Jovi De Croock
Software Engineer
Timings
While exploring a bug we found a weird quirk where a DOM event seemingly bubbled higher up to a not-yet existing DOM-element. This is in practice not possible but it leads us on a path towards the solution.
When we start exploring this bug it's easy to tell people to call e.stopPropagation()
as in fact it solves the issue,
but that only fits the case where we aren't relying on the bubbling to impact other nodes on its path.
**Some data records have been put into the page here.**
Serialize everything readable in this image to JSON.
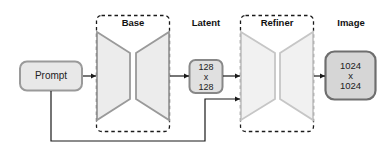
{
  "diagram": {
    "nodes": {
      "prompt": {
        "label": "Prompt"
      },
      "base": {
        "label": "Base"
      },
      "latent": {
        "label": "Latent",
        "line1": "128",
        "line2": "x",
        "line3": "128"
      },
      "refiner": {
        "label": "Refiner"
      },
      "image": {
        "label": "Image",
        "line1": "1024",
        "line2": "x",
        "line3": "1024"
      }
    },
    "edges": [
      {
        "from": "prompt",
        "to": "base"
      },
      {
        "from": "base",
        "to": "latent"
      },
      {
        "from": "latent",
        "to": "refiner"
      },
      {
        "from": "prompt",
        "to": "refiner"
      },
      {
        "from": "refiner",
        "to": "image"
      }
    ],
    "colors": {
      "box_fill": "#e3e3e3",
      "box_stroke": "#8c8c8c",
      "image_fill": "#d6d6d6",
      "image_stroke": "#6e6e6e",
      "base_trap_fill": "#ececec",
      "base_trap_stroke": "#9a9a9a",
      "refiner_trap_fill": "#f0f0f0",
      "refiner_trap_stroke": "#c4c4c4",
      "arrow": "#1a1a1a"
    }
  }
}
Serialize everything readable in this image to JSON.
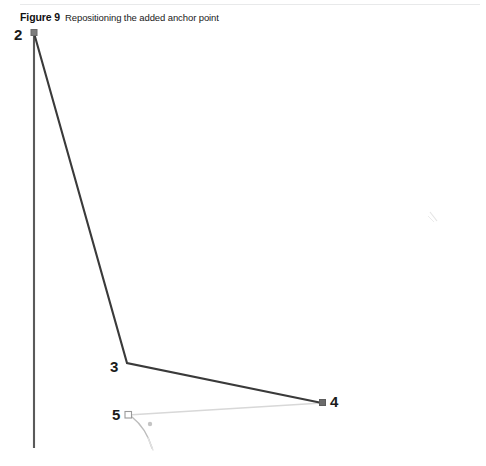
{
  "figure": {
    "label": "Figure 9",
    "caption": "Repositioning the added anchor point",
    "rule_color": "#e8e9ea",
    "background": "#ffffff"
  },
  "colors": {
    "path_stroke": "#3a3a3a",
    "axis_stroke": "#555555",
    "preview_stroke": "#d8d8d8",
    "handle_stroke": "#b9b9b9",
    "anchor_fill": "#ffffff",
    "anchor_stroke": "#9a9a9a",
    "anchor_solid": "#6b6b6b",
    "label_color": "#1b1b1b",
    "artifact": "#cfcfcf"
  },
  "callouts": [
    {
      "id": "2",
      "text": "2",
      "x": 14,
      "y": 27
    },
    {
      "id": "3",
      "text": "3",
      "x": 110,
      "y": 359
    },
    {
      "id": "4",
      "text": "4",
      "x": 330,
      "y": 394
    },
    {
      "id": "5",
      "text": "5",
      "x": 112,
      "y": 407
    }
  ],
  "artwork": {
    "anchor_points": [
      {
        "id": "2",
        "x": 34,
        "y": 33,
        "style": "solid-square"
      },
      {
        "id": "3",
        "x": 127,
        "y": 363,
        "style": "vertex"
      },
      {
        "id": "4",
        "x": 322,
        "y": 403,
        "style": "solid-square"
      },
      {
        "id": "5",
        "x": 128,
        "y": 415,
        "style": "hollow-square"
      }
    ],
    "vertical_line": {
      "x": 34,
      "y1": 33,
      "y2": 448
    },
    "path_segments": [
      {
        "from": "2",
        "to": "3",
        "x1": 34,
        "y1": 33,
        "x2": 127,
        "y2": 363
      },
      {
        "from": "3",
        "to": "4",
        "x1": 127,
        "y1": 363,
        "x2": 322,
        "y2": 403
      }
    ],
    "preview_segment": {
      "from": "5",
      "to": "4",
      "x1": 128,
      "y1": 415,
      "x2": 322,
      "y2": 403
    },
    "direction_handle": {
      "from": "5",
      "path": "M 132 417 Q 146 428 152 448",
      "dot": {
        "x": 150,
        "y": 424,
        "r": 2.2
      }
    },
    "artifact_mark": {
      "x": 428,
      "y": 214,
      "width": 10,
      "height": 10
    }
  }
}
When someone pointed
at this possibly being timing-related it was worth looking at how the DOM handles these, which brings us to an interesting finding.
When following along you won't experience this bug if you are using Safari!
const defer = Promise.prototype.then.bind(Promise.resolve())
function App() {
function onChange() {
console.log('onChange')
defer(() => {
console.log('onChange - microtick delay')
})
}
function onClick() {
console.log('onClick')
defer(() => {
console.log('onClick - microtick delay')
})
}
return (
<input
type="checkbox"
onChange={onChange}
checked={true}
onClick={onClick}
/>
)
}
For people who aren't familiar with the above practice of Promise.prototype.then.bind(Promise.resolve());
we are essentially
deferring the callback with one microtick, this is intended to let the browser batch up more work before we execute it.
Consider the following example:
const defer = Promise.prototype.then.bind(Promise.resolve())
const commands = []
function addWork(command) {
commands.unshift(command)
defer(() => {
flush()
})
}
function flush() {
if (!commands.length) return
console.log('flushing')
let command
while ((command = commands.pop())) command()
}
addWork(() => {
console.log('task 1')
})
addWork(() => {
console.log('task 2')
})
addWork(() => {
console.log('task 3')
})
addWork(() => {
console.log('task 4')
})
We will add four items of work before executing on our flush! Feel free to copy paste that in your developer console and you
will see the following logs: flushing task 1 task 2 task 3 task 4
so one flush that executes all 4 tasks.
That being said, let's return to the example, open your console and click the checkbox a few times.
Isn't it weird how the defer
here actually isn't working? We see click - microtick - change - microtick
, this because the DOM
also performs it's own delays, let's extend this to our issue report.
const defer = Promise.prototype.then.bind(Promise.resolve())
function App() {
function bubbled() {
console.log('bubbled')
}
function original() {
console.log('original')
defer(() => {
console.log('microtick after original')
})
}
return (
<div onClick={bubbled}>
<div onClick={original}>Click me!</div>
</div>
)
}
So what we see here in terms of logs would be original - microtick after original - bubbled
, well that's akward... in
Preact we use this defer
heuristic to batch updates to the DOM, you can find the relevant code here.
Batching state updates has been in Preact for a long time and enables us to do less work as we group a set of updates happening and then order them from top to bottom and
execute them all at once.
In relation to the issue the microtick issue means that when we click the inner-div from the issue, we first execute the whole update in Preact and only after we can start bubbling, this makes it so that the event bubbles up to the newly created DOM-node and immediately undo'es the applied state-update!
We can fix this by for instance using const defer = setTimeout
which essentially should not pose risk and allows us to batch state-updates
across bubbling and events!
After analyzing all of this we discovered that there were two more bugs related to this very issue #2887 and #2745. People experiencing this issue can already bypass this today by leveraging the options api.
import { options } from 'preact'
options.debounceRendering = setTimeout
which will replace the built-in defer with your own, similarly you can experiment with other scheduling API's if you feel adventurous! Some examples of scheduling alternatives would be requestIdleCallback and requestAnimationFrame.
Personally I am really looking forward to seeing how the Scheduler API turns out!